Monday, October 30, 2023

How a robotaxi crash got Cruise’s self-driving cars pulled from Californian roads; The Washington Post, October 28, 2023

, The Washington Post , The Washington Post; How a robotaxi crash got Cruise’s self-driving cars pulled from Californian roads

"Here in California, the whiplash from approval to ban in just two months highlights the fragmented oversight governing the self-driving car industry — a system that allowed Cruise to operate on San Francisco’s roads for more than three weeks following the October collision, despite dragging a human pinned underneath the vehicle...

Ed Walters, who teaches autonomous vehicle law at Georgetown University, said that driverless technology is critical for a future with fewer road fatalities because robots don’t drive drunk or get distracted. But, he said, this accident shows that Cruise was not “quite ready for testing” in such a dense urban area...

Under the DMV’s autonomous vehicle program, companies are asked to publicly report collisions involving driverless cars only when they are in test mode.
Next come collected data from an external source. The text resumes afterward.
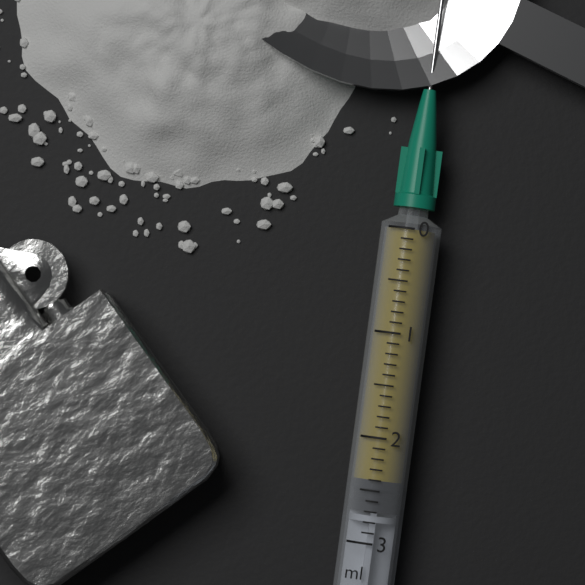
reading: 2.4 ml
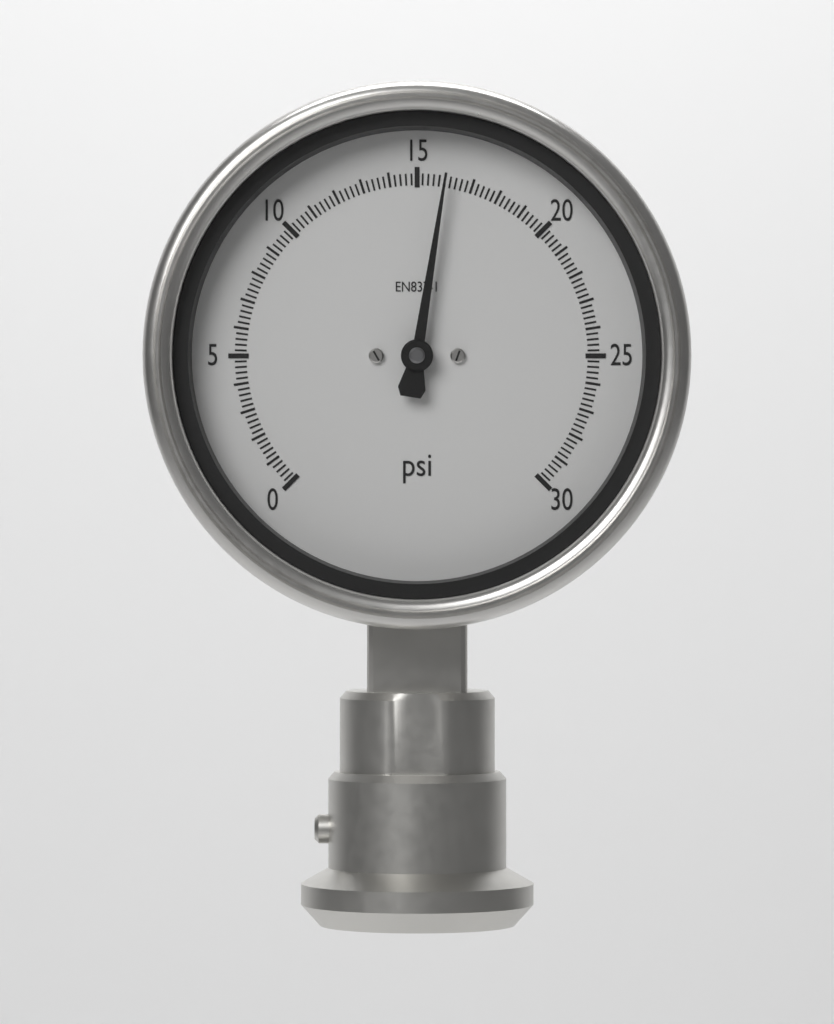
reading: 16.0 psi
That means if an incident like the Oct. 2 crash occurs while the company is technically operating as a commercial service, the company does not have to publicly report it as an “Autonomous Vehicle Collision Report.”"

Friday, October 27, 2023

Cruise Stops All Driverless Taxi Operations in the United States; The New York Times, October 26, 2023

 Yiwen Lu, The New York Times; Cruise Stops All Driverless Taxi Operations in the United States

"Cruise said on Thursday evening that it would pause all driverless operations in the United States, two days after California regulators told the General Motors subsidiary to take its autonomous cars off the state’s roads. 

The decision affects Cruise’s robot taxi services in Austin, Texas, and Phoenix, where a limited number of public riders could hail paid rides. Noncommercial operations in Dallas, Houston and Miami were also paused.

Cruise did not say how long the halt will last. Testing of driverless vehicles with a safety driver behind the wheel will continue, the company said."